Section 453A Interest Charge: The Founder Installment Sale Trap
The section 453A interest charge hits any founder installment sale with a seller note above $5 million — and most CPAs only flag it the April after closing.

The section 453A interest charge hits any founder installment sale with a seller note above $5 million — and most CPAs only flag it the April after closing.

A working capital neutral accountant almost always sides with the buyer. The fix is not in the dispute resolution clause — it is in the specified accounting principles exhibit.

A DSO offer for your Florida dental practice looks clean until 466.0285 reshapes the structure. Here is how nondentist ownership actually drives the deal.

Asset sale vs stock sale isn’t a tax decision — it’s a license, lease, customer, and successor-liability decision. Here is the framework Florida founders should run before signing the LOI.

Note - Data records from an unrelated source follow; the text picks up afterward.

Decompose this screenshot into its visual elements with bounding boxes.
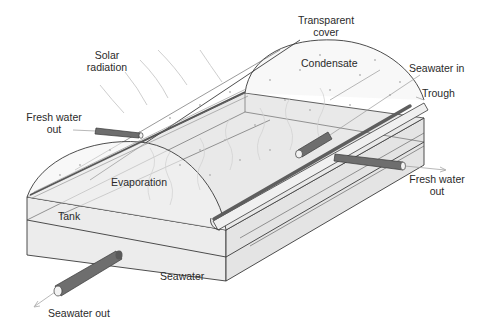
label-condensate: Condensate	[301, 57, 358, 69]
label-fresh-water-out-left-2: out	[47, 123, 62, 135]
label-solar-radiation-1: Solar	[95, 49, 120, 61]
label-seawater-in: Seawater in	[409, 62, 465, 74]
label-seawater: Seawater	[160, 270, 205, 282]
label-trough: Trough	[422, 87, 455, 99]
label-tank: Tank	[58, 210, 81, 222]
label-fresh-water-out-right-2: out	[430, 185, 445, 197]
label-fresh-water-out-right-1: Fresh water	[409, 173, 465, 185]
fresh-water-out-pipe-left	[73, 128, 143, 138]
label-seawater-out: Seawater out	[48, 307, 110, 319]
label-evaporation: Evaporation	[111, 176, 167, 188]
label-solar-radiation-2: radiation	[87, 61, 127, 73]
solar-still-diagram: Solar radiation Transparent cover Conden…	[0, 0, 483, 331]
label-transparent-cover-2: cover	[313, 26, 339, 38]
label-transparent-cover-1: Transparent	[298, 14, 354, 26]
transparent-cover-back	[245, 40, 424, 100]
label-fresh-water-out-left-1: Fresh water	[26, 111, 82, 123]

Florida § 542.335 presumes a sale-of-business non-compete reasonable up to three years and unreasonable past seven — far longer than the employee tail. Here is what founders selling in 2026 should expect.

A PE sponsor’s drag-along right looks like boilerplate at signing. Three years later it forces a sale on the sponsor’s timeline, often before the founder’s rollover has hit its real value.

Auto repair shop M&A in Florida turns on three quiet items: the EPA SQG generator file, the landlord’s consent on the lease, and a technician retention bonus that survives the closing.

The RWI conduct of claims clause in 2026 policies quietly hands defense control to the carrier — what buyer’s and seller’s counsel should negotiate at bind to keep authority over post-closing claims.

Florida 607.1602 inspection rights give minority shareholders narrower leverage than DGCL 220 — the tripartite statutory gate flips the seller-side playbook at FL targets.

Post-money SAFE dilution quietly shifts ownership away from Florida founders, and every new SAFE stacks. Learn to model the real number before a priced round.